In CFD trading, an asset class refers to a specific category of financial instruments that share similar characteristics and behave similarly in the marketplace.
Core inflation is an inflation measure that excludes the most volatile price categories, usually food and energy, to help show the underlying trend in consumer prices.
Correlation describes how closely two instruments move in relation to each other over a period of time, and it can strengthen or break down as market regimes change.
Credit spreads measure the extra yield investors demand to hold corporate or riskier debt over safer benchmarks, and they are widely used as a barometer of risk appetite and financial stress.
A cross currency pair is an FX pair that does not include the US dollar, such as EUR/GBP or AUD/NZD, and it is used to trade the relative value of two non-USD currencies.
Cross-region consistency is the practice of keeping brand wording, support pathways, and public-facing information aligned across different markets, regions, or jurisdictions.
Global presence describes how a company presents and maintains its brand, operations, and client-facing identity across multiple markets, regions, or jurisdictions.
Multi-timeframe analysis is the practice of looking at the same market across more than one connected chart timeframe so broader structure and nearer-term movement can be understood together.
Personal Consumption Expenditures (PCE) is a US inflation measure that tracks changes in the prices consumers pay for goods and services and is closely watched by the Federal Reserve.
Price formation is the process through which a live market price emerges from buyers, sellers, liquidity, and available market depth interacting in real time.
Relative strength describes which currency, asset, or market is outperforming others over the same period, helping you compare performance across instruments rather than looking at one chart in isolation.
Risk sentiment describes whether markets are broadly positioned toward higher-risk assets (risk-on) or capital preservation (risk-off), often driven by growth expectations, policy outlooks, and uncertainty.
Risk-off describes a market regime where participants prioritise capital preservation, reduce exposure to higher-risk assets, and favour liquidity and defensive positioning.
Risk-on describes a market regime where participants are comfortable taking risk, often favouring growth and higher-beta assets as confidence improves and risk premiums compress.
Second-round inflation effects describe a situation where an initial price shock, such as energy, begins feeding into wider wages, services, and business pricing across the economy.
Sentiment describes the prevailing attitude of market participants, ranging from optimistic to cautious, and often influences positioning, volatility, and short-term price behaviour.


WORK REQUIRED:
Give the records again. Keep them exact and leave out the images.

*** Opening RECORD EXTRACTS ***

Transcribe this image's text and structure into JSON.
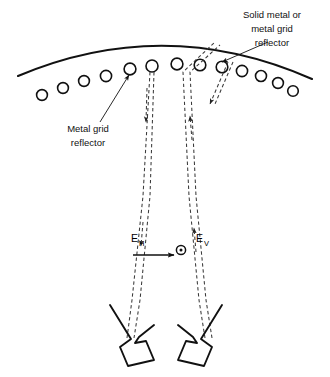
{
  "diagram": {
    "colors": {
      "stroke": "#111111",
      "background": "#ffffff",
      "dash": "#3a3a3a"
    },
    "labels": {
      "solid_reflector": {
        "line1": "Solid metal or",
        "line2": "metal grid",
        "line3": "reflector"
      },
      "grid_reflector": {
        "line1": "Metal grid",
        "line2": "reflector"
      },
      "e_horizontal": {
        "base": "E",
        "subscript": "H"
      },
      "e_vertical": {
        "base": "E",
        "subscript": "V"
      }
    },
    "elements": {
      "main_reflector_name": "solid-metal-reflector-arc",
      "grid_reflector_name": "metal-grid-circle-row",
      "grid_circle_count": 15,
      "feed_count": 2,
      "polarization_symbol": "circle-dot-out-of-page"
    }
  }
}
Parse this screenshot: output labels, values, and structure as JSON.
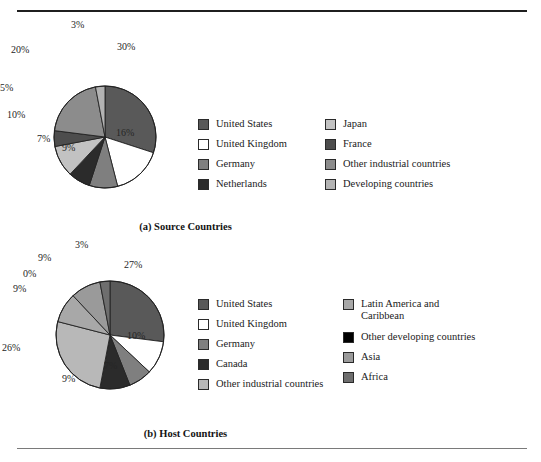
{
  "figure": {
    "background": "#ffffff",
    "rule_color_top": "#1f1f1f",
    "rule_color_bottom": "#7a7a7a"
  },
  "chart_data": [
    {
      "type": "pie",
      "title": "(a) Source Countries",
      "panel": "a",
      "legend_position": "right",
      "categories": [
        "United States",
        "United Kingdom",
        "Germany",
        "Netherlands",
        "France",
        "Japan",
        "Other industrial countries",
        "Developing countries"
      ],
      "values": [
        30,
        16,
        9,
        7,
        10,
        5,
        20,
        3
      ],
      "labels": [
        "30%",
        "16%",
        "9%",
        "7%",
        "10%",
        "5%",
        "20%",
        "3%"
      ],
      "colors": [
        "#595959",
        "#ffffff",
        "#7f7f7f",
        "#2b2b2b",
        "#4d4d4d",
        "#c2c2c2",
        "#8c8c8c",
        "#b3b3b3"
      ],
      "slice_order_clockwise_from_top": [
        {
          "name": "United States",
          "value": 30,
          "color": "#595959"
        },
        {
          "name": "United Kingdom",
          "value": 16,
          "color": "#ffffff"
        },
        {
          "name": "Germany",
          "value": 9,
          "color": "#7f7f7f"
        },
        {
          "name": "Netherlands",
          "value": 7,
          "color": "#2b2b2b"
        },
        {
          "name": "Japan",
          "value": 10,
          "color": "#c2c2c2"
        },
        {
          "name": "France",
          "value": 5,
          "color": "#4d4d4d"
        },
        {
          "name": "Other industrial countries",
          "value": 20,
          "color": "#8c8c8c"
        },
        {
          "name": "Developing countries",
          "value": 3,
          "color": "#b3b3b3"
        }
      ],
      "legend_columns": [
        [
          {
            "label": "United States",
            "color": "#595959"
          },
          {
            "label": "United Kingdom",
            "color": "#ffffff"
          },
          {
            "label": "Germany",
            "color": "#7f7f7f"
          },
          {
            "label": "Netherlands",
            "color": "#2b2b2b"
          }
        ],
        [
          {
            "label": "Japan",
            "color": "#c2c2c2"
          },
          {
            "label": "France",
            "color": "#4d4d4d"
          },
          {
            "label": "Other industrial countries",
            "color": "#8c8c8c"
          },
          {
            "label": "Developing countries",
            "color": "#b3b3b3"
          }
        ]
      ]
    },
    {
      "type": "pie",
      "title": "(b) Host Countries",
      "panel": "b",
      "legend_position": "right",
      "categories": [
        "United States",
        "United Kingdom",
        "Germany",
        "Canada",
        "Other industrial countries",
        "Latin America and Caribbean",
        "Other developing countries",
        "Asia",
        "Africa"
      ],
      "values": [
        27,
        10,
        7,
        9,
        26,
        9,
        0,
        9,
        3
      ],
      "labels": [
        "27%",
        "10%",
        "7%",
        "9%",
        "26%",
        "9%",
        "0%",
        "9%",
        "3%"
      ],
      "colors": [
        "#595959",
        "#ffffff",
        "#7f7f7f",
        "#2b2b2b",
        "#b8b8b8",
        "#a8a8a8",
        "#000000",
        "#9a9a9a",
        "#6e6e6e"
      ],
      "slice_order_clockwise_from_top": [
        {
          "name": "United States",
          "value": 27,
          "color": "#595959"
        },
        {
          "name": "United Kingdom",
          "value": 10,
          "color": "#ffffff"
        },
        {
          "name": "Germany",
          "value": 7,
          "color": "#7f7f7f"
        },
        {
          "name": "Canada",
          "value": 9,
          "color": "#2b2b2b"
        },
        {
          "name": "Other industrial countries",
          "value": 26,
          "color": "#b8b8b8"
        },
        {
          "name": "Latin America and Caribbean",
          "value": 9,
          "color": "#a8a8a8"
        },
        {
          "name": "Other developing countries",
          "value": 0,
          "color": "#000000"
        },
        {
          "name": "Asia",
          "value": 9,
          "color": "#9a9a9a"
        },
        {
          "name": "Africa",
          "value": 3,
          "color": "#6e6e6e"
        }
      ],
      "legend_columns": [
        [
          {
            "label": "United States",
            "color": "#595959"
          },
          {
            "label": "United Kingdom",
            "color": "#ffffff"
          },
          {
            "label": "Germany",
            "color": "#7f7f7f"
          },
          {
            "label": "Canada",
            "color": "#2b2b2b"
          },
          {
            "label": "Other industrial countries",
            "color": "#b8b8b8"
          }
        ],
        [
          {
            "label": "Latin America and\nCaribbean",
            "color": "#a8a8a8"
          },
          {
            "label": "Other developing countries",
            "color": "#000000"
          },
          {
            "label": "Asia",
            "color": "#9a9a9a"
          },
          {
            "label": "Africa",
            "color": "#6e6e6e"
          }
        ]
      ]
    }
  ],
  "panel_a": {
    "caption": "(a) Source Countries",
    "pct_labels": [
      {
        "text": "3%",
        "x": 71,
        "y": 0
      },
      {
        "text": "30%",
        "x": 117,
        "y": 22
      },
      {
        "text": "16%",
        "x": 116,
        "y": 108
      },
      {
        "text": "9%",
        "x": 62,
        "y": 123
      },
      {
        "text": "7%",
        "x": 37,
        "y": 114
      },
      {
        "text": "10%",
        "x": 7,
        "y": 90
      },
      {
        "text": "5%",
        "x": 0,
        "y": 63
      },
      {
        "text": "20%",
        "x": 11,
        "y": 25
      }
    ]
  },
  "panel_b": {
    "caption": "(b) Host Countries",
    "pct_labels": [
      {
        "text": "3%",
        "x": 75,
        "y": 0
      },
      {
        "text": "27%",
        "x": 124,
        "y": 20
      },
      {
        "text": "10%",
        "x": 127,
        "y": 91
      },
      {
        "text": "7%",
        "x": 104,
        "y": 121
      },
      {
        "text": "9%",
        "x": 62,
        "y": 134
      },
      {
        "text": "26%",
        "x": 2,
        "y": 103
      },
      {
        "text": "9%",
        "x": 13,
        "y": 44
      },
      {
        "text": "0%",
        "x": 23,
        "y": 29
      },
      {
        "text": "9%",
        "x": 38,
        "y": 13
      }
    ]
  }
}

*** Closing RECORD EXTRACTS ***

ANSWER TO THE EXERCISE:
Transcribe this image's text and structure into JSON.
{
  "diagram": {
    "colors": {
      "stroke": "#111111",
      "background": "#ffffff",
      "dash": "#3a3a3a"
    },
    "labels": {
      "solid_reflector": {
        "line1": "Solid metal or",
        "line2": "metal grid",
        "line3": "reflector"
      },
      "grid_reflector": {
        "line1": "Metal grid",
        "line2": "reflector"
      },
      "e_horizontal": {
        "base": "E",
        "subscript": "H"
      },
      "e_vertical": {
        "base": "E",
        "subscript": "V"
      }
    },
    "elements": {
      "main_reflector_name": "solid-metal-reflector-arc",
      "grid_reflector_name": "metal-grid-circle-row",
      "grid_circle_count": 15,
      "feed_count": 2,
      "polarization_symbol": "circle-dot-out-of-page"
    }
  }
}
Parse this screenshot: output labels, values, and structure as JSON.
{
  "figure": {
    "background": "#ffffff",
    "rule_color_top": "#1f1f1f",
    "rule_color_bottom": "#7a7a7a"
  },
  "chart_data": [
    {
      "type": "pie",
      "title": "(a) Source Countries",
      "panel": "a",
      "legend_position": "right",
      "categories": [
        "United States",
        "United Kingdom",
        "Germany",
        "Netherlands",
        "France",
        "Japan",
        "Other industrial countries",
        "Developing countries"
      ],
      "values": [
        30,
        16,
        9,
        7,
        10,
        5,
        20,
        3
      ],
      "labels": [
        "30%",
        "16%",
        "9%",
        "7%",
        "10%",
        "5%",
        "20%",
        "3%"
      ],
      "colors": [
        "#595959",
        "#ffffff",
        "#7f7f7f",
        "#2b2b2b",
        "#4d4d4d",
        "#c2c2c2",
        "#8c8c8c",
        "#b3b3b3"
      ],
      "slice_order_clockwise_from_top": [
        {
          "name": "United States",
          "value": 30,
          "color": "#595959"
        },
        {
          "name": "United Kingdom",
          "value": 16,
          "color": "#ffffff"
        },
        {
          "name": "Germany",
          "value": 9,
          "color": "#7f7f7f"
        },
        {
          "name": "Netherlands",
          "value": 7,
          "color": "#2b2b2b"
        },
        {
          "name": "Japan",
          "value": 10,
          "color": "#c2c2c2"
        },
        {
          "name": "France",
          "value": 5,
          "color": "#4d4d4d"
        },
        {
          "name": "Other industrial countries",
          "value": 20,
          "color": "#8c8c8c"
        },
        {
          "name": "Developing countries",
          "value": 3,
          "color": "#b3b3b3"
        }
      ],
      "legend_columns": [
        [
          {
            "label": "United States",
            "color": "#595959"
          },
          {
            "label": "United Kingdom",
            "color": "#ffffff"
          },
          {
            "label": "Germany",
            "color": "#7f7f7f"
          },
          {
            "label": "Netherlands",
            "color": "#2b2b2b"
          }
        ],
        [
          {
            "label": "Japan",
            "color": "#c2c2c2"
          },
          {
            "label": "France",
            "color": "#4d4d4d"
          },
          {
            "label": "Other industrial countries",
            "color": "#8c8c8c"
          },
          {
            "label": "Developing countries",
            "color": "#b3b3b3"
          }
        ]
      ]
    },
    {
      "type": "pie",
      "title": "(b) Host Countries",
      "panel": "b",
      "legend_position": "right",
      "categories": [
        "United States",
        "United Kingdom",
        "Germany",
        "Canada",
        "Other industrial countries",
        "Latin America and Caribbean",
        "Other developing countries",
        "Asia",
        "Africa"
      ],
      "values": [
        27,
        10,
        7,
        9,
        26,
        9,
        0,
        9,
        3
      ],
      "labels": [
        "27%",
        "10%",
        "7%",
        "9%",
        "26%",
        "9%",
        "0%",
        "9%",
        "3%"
      ],
      "colors": [
        "#595959",
        "#ffffff",
        "#7f7f7f",
        "#2b2b2b",
        "#b8b8b8",
        "#a8a8a8",
        "#000000",
        "#9a9a9a",
        "#6e6e6e"
      ],
      "slice_order_clockwise_from_top": [
        {
          "name": "United States",
          "value": 27,
          "color": "#595959"
        },
        {
          "name": "United Kingdom",
          "value": 10,
          "color": "#ffffff"
        },
        {
          "name": "Germany",
          "value": 7,
          "color": "#7f7f7f"
        },
        {
          "name": "Canada",
          "value": 9,
          "color": "#2b2b2b"
        },
        {
          "name": "Other industrial countries",
          "value": 26,
          "color": "#b8b8b8"
        },
        {
          "name": "Latin America and Caribbean",
          "value": 9,
          "color": "#a8a8a8"
        },
        {
          "name": "Other developing countries",
          "value": 0,
          "color": "#000000"
        },
        {
          "name": "Asia",
          "value": 9,
          "color": "#9a9a9a"
        },
        {
          "name": "Africa",
          "value": 3,
          "color": "#6e6e6e"
        }
      ],
      "legend_columns": [
        [
          {
            "label": "United States",
            "color": "#595959"
          },
          {
            "label": "United Kingdom",
            "color": "#ffffff"
          },
          {
            "label": "Germany",
            "color": "#7f7f7f"
          },
          {
            "label": "Canada",
            "color": "#2b2b2b"
          },
          {
            "label": "Other industrial countries",
            "color": "#b8b8b8"
          }
        ],
        [
          {
            "label": "Latin America and\nCaribbean",
            "color": "#a8a8a8"
          },
          {
            "label": "Other developing countries",
            "color": "#000000"
          },
          {
            "label": "Asia",
            "color": "#9a9a9a"
          },
          {
            "label": "Africa",
            "color": "#6e6e6e"
          }
        ]
      ]
    }
  ],
  "panel_a": {
    "caption": "(a) Source Countries",
    "pct_labels": [
      {
        "text": "3%",
        "x": 71,
        "y": 0
      },
      {
        "text": "30%",
        "x": 117,
        "y": 22
      },
      {
        "text": "16%",
        "x": 116,
        "y": 108
      },
      {
        "text": "9%",
        "x": 62,
        "y": 123
      },
      {
        "text": "7%",
        "x": 37,
        "y": 114
      },
      {
        "text": "10%",
        "x": 7,
        "y": 90
      },
      {
        "text": "5%",
        "x": 0,
        "y": 63
      },
      {
        "text": "20%",
        "x": 11,
        "y": 25
      }
    ]
  },
  "panel_b": {
    "caption": "(b) Host Countries",
    "pct_labels": [
      {
        "text": "3%",
        "x": 75,
        "y": 0
      },
      {
        "text": "27%",
        "x": 124,
        "y": 20
      },
      {
        "text": "10%",
        "x": 127,
        "y": 91
      },
      {
        "text": "7%",
        "x": 104,
        "y": 121
      },
      {
        "text": "9%",
        "x": 62,
        "y": 134
      },
      {
        "text": "26%",
        "x": 2,
        "y": 103
      },
      {
        "text": "9%",
        "x": 13,
        "y": 44
      },
      {
        "text": "0%",
        "x": 23,
        "y": 29
      },
      {
        "text": "9%",
        "x": 38,
        "y": 13
      }
    ]
  }
}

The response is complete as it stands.